PROBLEM STATEMENT:
Among the entries below, please repeat exactly and only the lines from the line containing "Identify the location of Display" to the line containing "Image resolution: width=997", both lines included.

(Records from a data source)
*** Block opens ***
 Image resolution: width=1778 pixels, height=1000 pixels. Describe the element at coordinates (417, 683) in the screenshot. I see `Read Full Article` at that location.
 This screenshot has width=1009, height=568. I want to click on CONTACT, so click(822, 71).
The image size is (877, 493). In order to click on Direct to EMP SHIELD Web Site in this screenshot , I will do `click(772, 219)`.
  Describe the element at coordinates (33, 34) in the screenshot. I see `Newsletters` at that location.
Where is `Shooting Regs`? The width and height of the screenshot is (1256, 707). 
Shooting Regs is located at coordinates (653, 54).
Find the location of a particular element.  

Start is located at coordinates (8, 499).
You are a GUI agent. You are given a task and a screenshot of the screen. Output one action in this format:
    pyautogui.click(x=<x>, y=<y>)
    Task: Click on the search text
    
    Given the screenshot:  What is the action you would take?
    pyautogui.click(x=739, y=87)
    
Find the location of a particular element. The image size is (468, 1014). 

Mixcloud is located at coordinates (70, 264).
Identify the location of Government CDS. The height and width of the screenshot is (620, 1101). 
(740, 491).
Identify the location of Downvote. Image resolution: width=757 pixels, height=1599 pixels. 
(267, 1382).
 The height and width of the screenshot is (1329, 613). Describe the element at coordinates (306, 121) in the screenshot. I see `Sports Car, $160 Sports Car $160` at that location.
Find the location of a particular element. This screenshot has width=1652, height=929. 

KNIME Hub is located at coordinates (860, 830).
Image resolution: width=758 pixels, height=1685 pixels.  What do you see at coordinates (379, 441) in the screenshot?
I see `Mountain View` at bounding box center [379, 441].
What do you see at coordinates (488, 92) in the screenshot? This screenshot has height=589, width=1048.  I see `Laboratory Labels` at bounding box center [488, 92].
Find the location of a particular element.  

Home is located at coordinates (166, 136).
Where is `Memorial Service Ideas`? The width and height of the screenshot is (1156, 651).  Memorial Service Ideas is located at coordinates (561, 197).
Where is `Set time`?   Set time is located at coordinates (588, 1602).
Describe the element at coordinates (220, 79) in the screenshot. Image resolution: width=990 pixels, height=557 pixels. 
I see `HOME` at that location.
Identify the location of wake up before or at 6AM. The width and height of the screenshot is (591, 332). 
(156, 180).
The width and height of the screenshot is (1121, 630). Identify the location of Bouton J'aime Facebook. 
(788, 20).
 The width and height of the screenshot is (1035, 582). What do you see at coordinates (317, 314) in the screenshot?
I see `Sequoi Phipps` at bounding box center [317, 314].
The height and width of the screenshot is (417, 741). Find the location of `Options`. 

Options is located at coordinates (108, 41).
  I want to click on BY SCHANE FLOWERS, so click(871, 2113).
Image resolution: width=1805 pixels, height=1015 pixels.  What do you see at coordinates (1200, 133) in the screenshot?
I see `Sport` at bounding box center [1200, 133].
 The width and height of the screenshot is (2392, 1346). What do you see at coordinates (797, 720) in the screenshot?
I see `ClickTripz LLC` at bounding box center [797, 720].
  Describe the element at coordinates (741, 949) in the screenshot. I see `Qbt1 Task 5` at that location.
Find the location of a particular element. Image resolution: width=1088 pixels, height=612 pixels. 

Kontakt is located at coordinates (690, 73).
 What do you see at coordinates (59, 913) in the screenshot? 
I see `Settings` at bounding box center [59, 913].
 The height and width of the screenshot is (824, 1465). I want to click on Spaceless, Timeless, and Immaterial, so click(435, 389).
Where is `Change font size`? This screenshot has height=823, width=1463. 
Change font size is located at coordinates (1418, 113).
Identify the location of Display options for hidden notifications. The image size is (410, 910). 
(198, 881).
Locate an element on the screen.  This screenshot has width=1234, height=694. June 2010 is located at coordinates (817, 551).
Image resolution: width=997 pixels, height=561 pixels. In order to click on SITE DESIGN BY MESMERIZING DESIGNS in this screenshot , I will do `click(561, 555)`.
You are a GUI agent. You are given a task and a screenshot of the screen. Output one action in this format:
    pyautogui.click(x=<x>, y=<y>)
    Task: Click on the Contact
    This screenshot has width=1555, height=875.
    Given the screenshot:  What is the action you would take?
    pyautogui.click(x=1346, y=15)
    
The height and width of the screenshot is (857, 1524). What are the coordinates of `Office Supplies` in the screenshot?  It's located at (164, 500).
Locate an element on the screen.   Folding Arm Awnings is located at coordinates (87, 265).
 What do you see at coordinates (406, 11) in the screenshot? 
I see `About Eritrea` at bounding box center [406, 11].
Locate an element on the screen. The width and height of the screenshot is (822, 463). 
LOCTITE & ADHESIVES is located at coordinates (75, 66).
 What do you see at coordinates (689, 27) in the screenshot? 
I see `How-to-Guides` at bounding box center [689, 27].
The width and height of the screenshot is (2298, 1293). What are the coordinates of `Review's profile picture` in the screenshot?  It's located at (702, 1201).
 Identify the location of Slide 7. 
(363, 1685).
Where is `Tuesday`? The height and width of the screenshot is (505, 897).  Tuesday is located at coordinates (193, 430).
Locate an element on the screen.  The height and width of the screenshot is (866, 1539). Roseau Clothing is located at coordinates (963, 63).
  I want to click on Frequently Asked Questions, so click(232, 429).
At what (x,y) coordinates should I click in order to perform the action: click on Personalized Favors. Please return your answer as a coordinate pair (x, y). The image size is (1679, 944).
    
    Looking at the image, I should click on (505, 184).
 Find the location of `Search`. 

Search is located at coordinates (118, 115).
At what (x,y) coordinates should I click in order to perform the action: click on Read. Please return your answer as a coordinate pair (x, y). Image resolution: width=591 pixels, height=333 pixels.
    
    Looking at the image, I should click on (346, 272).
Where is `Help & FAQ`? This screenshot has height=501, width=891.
*** Block closes ***
RESPONSE TO THE TASK:
Identify the location of Display options for hidden notifications. The image size is (410, 910). 
(198, 881).
Locate an element on the screen.  This screenshot has width=1234, height=694. June 2010 is located at coordinates (817, 551).
Image resolution: width=997 pixels, height=561 pixels. In order to click on SITE DESIGN BY MESMERIZING DESIGNS in this screenshot , I will do `click(561, 555)`.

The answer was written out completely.